Jeff Munroe is the editor of the Reformed Journal. 

17 Comments

  • Cory Van Sloten says:

    Thanks Jeff, I concur.

    CH (CPT-P) Cory Van Sloten
    Brigade Chaplain, 2/34 IBCT
    Iowa Army National Guard

  • mstair says:

    PACKED with provocative stuff today!
    Loved all the following: “Don’t these people realize how much God has blessed them already?…our true and first allegiance is to Christ, not the state… a divide that has doomed us to make every issue partisan…we believe we can find salvation by stocking the Supreme Court and getting Roe v. Wade overturned.”

    As is heard down here in N.C. “Preach it, brother!”

  • Jan Zuidema says:

    Amen and Amen.

  • Joan Bouwma says:

    After reading this my thoughts were drawn to the lyrics of a hymn -“my hope is built on nothing less than Jesus blood and righteousness”.

  • Jill says:

    Yes to all of this poking. Thank you, Jeff.

  • Bruce Buursma says:

    God bless Jeff!!!

  • Merilyn DeVries says:

    I don’t understand why God bless America has to be offensive. America is my home and I asK God to bless it. I by no means mean not to bless Portugal or any other country. I wish other countries would ask the same for their country and even make a song to emphasize it. I still get chills remembering Kate Smith singing God Bless America. I often ask God to bless my family but I don’t mean not to bless others.
    I agreeTrump is a narcissist as is Obama.
    Mero

  • Amy Schenkel says:

    “What if we thought and talked about Jesus as much as we think and talk about Trump?” Wow. Convicting.
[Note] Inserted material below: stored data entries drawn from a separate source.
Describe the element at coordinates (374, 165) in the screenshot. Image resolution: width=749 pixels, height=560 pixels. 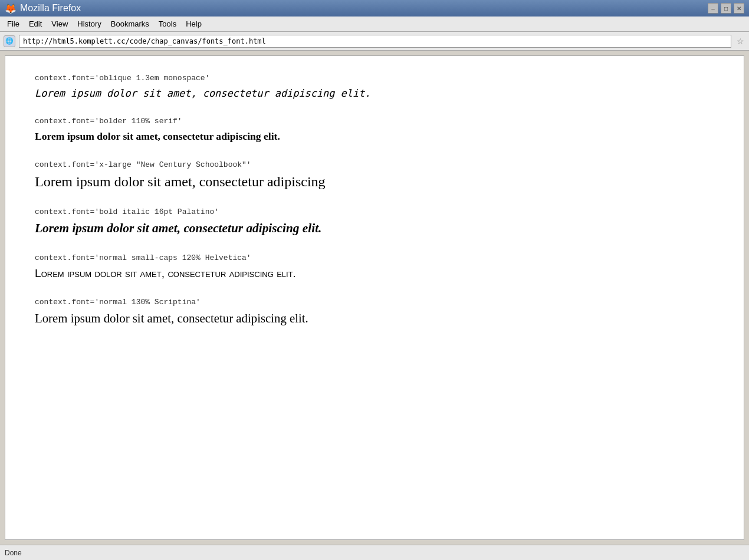
I see `font-code-label: context.font='x-large "New Century Schoo…` at that location.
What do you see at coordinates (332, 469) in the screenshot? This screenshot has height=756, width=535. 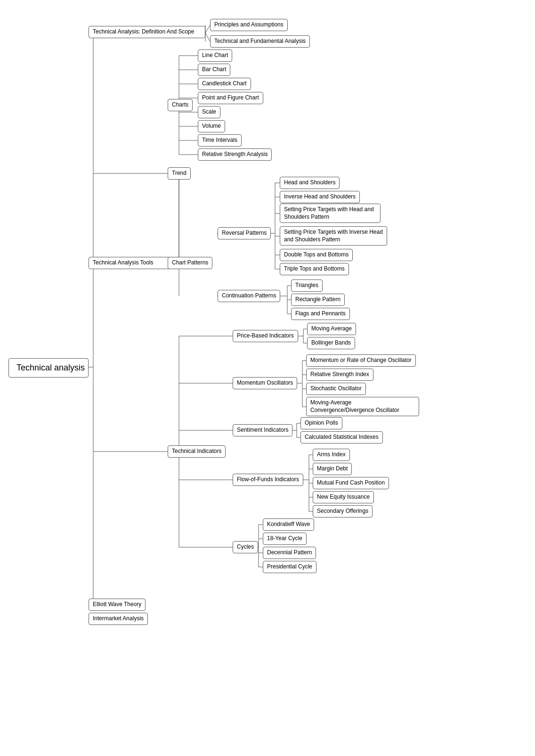 I see `margin-debt-node: Margin Debt` at bounding box center [332, 469].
  • John Kleinheksel says:

    Appreciate your article Jeff!
    I resonate with putting Jesus’ God first, and not the God and Country amalgam.
    But where are the bridge builders? There are enough walls separating us into factions.
    Where are the ones who can resonate with the truths articulated by our President?
    Where are the ones who can resonate with the truths articulated by social activists?
    We too easily put others in the enemy camp. We have become either wimps or lefties. I hate it.
    Doing good for Roman generals and synagog leaders; rich Josephs of Arimathea and broken prostitutes.
    We need more of the barrier-busting Jesus in the ranks of the social fabric. Pulling threads together, not unravelling them.
    Well, weaving new garments from the frayed threads strewn all around us. The new wine demands new wineskins.
    COVID might do some good yet. Congregations and organizations unleashed to do God’s work in a dying, decadent culture. . . .Salaam. Shalom

  • ron nydam says:

    Thank you for this so thoughtful, insightful comment! You name the reality that neither folks on the left nor the right can’t quite see. As I see it from some place middle to the left, the Evangelical Christian Community has sold its soul to Donald politics. This is embarassing to me as a follower of Jesus. It simply puzzles me how so many Christian folks are taken in by such a man. His mental illness is a disorder of character and yet he gets a pass on his character , his gross immoral way of being. I see that I have been quite uninformed about this reality. With such a personality disorder things never end well, smoothly. We best hold onto our hats this November!

  • Steven Tryon says:

    I tell folks “God bless America” is a heaven of a prayer and a hell of an assumption.

  • Edward Bruinsma says:

    Good food for thought. Great points!

  • Gail Gorfe says:

    Thank you for posting this. Very well written. I wish more of what we did in the US and Canada is like Holland. I am proud of what my country of birth has done when it comes to health, education, living situations for seniors and those with special needs, to name a few. Their politics and their history also leave alot to be desired, but they have found ways to make it work.

  • Kenneth Baker says:

    Belatedly, Thank You for the article, Jeff. I share your fear of the perversion of the gospel of the kingdom that is represented by the movement of Christian Nationalism. And I pray for wisdom to know how best to witness to the values of the kingdom in the bitterly partisan divide that defines American politics today.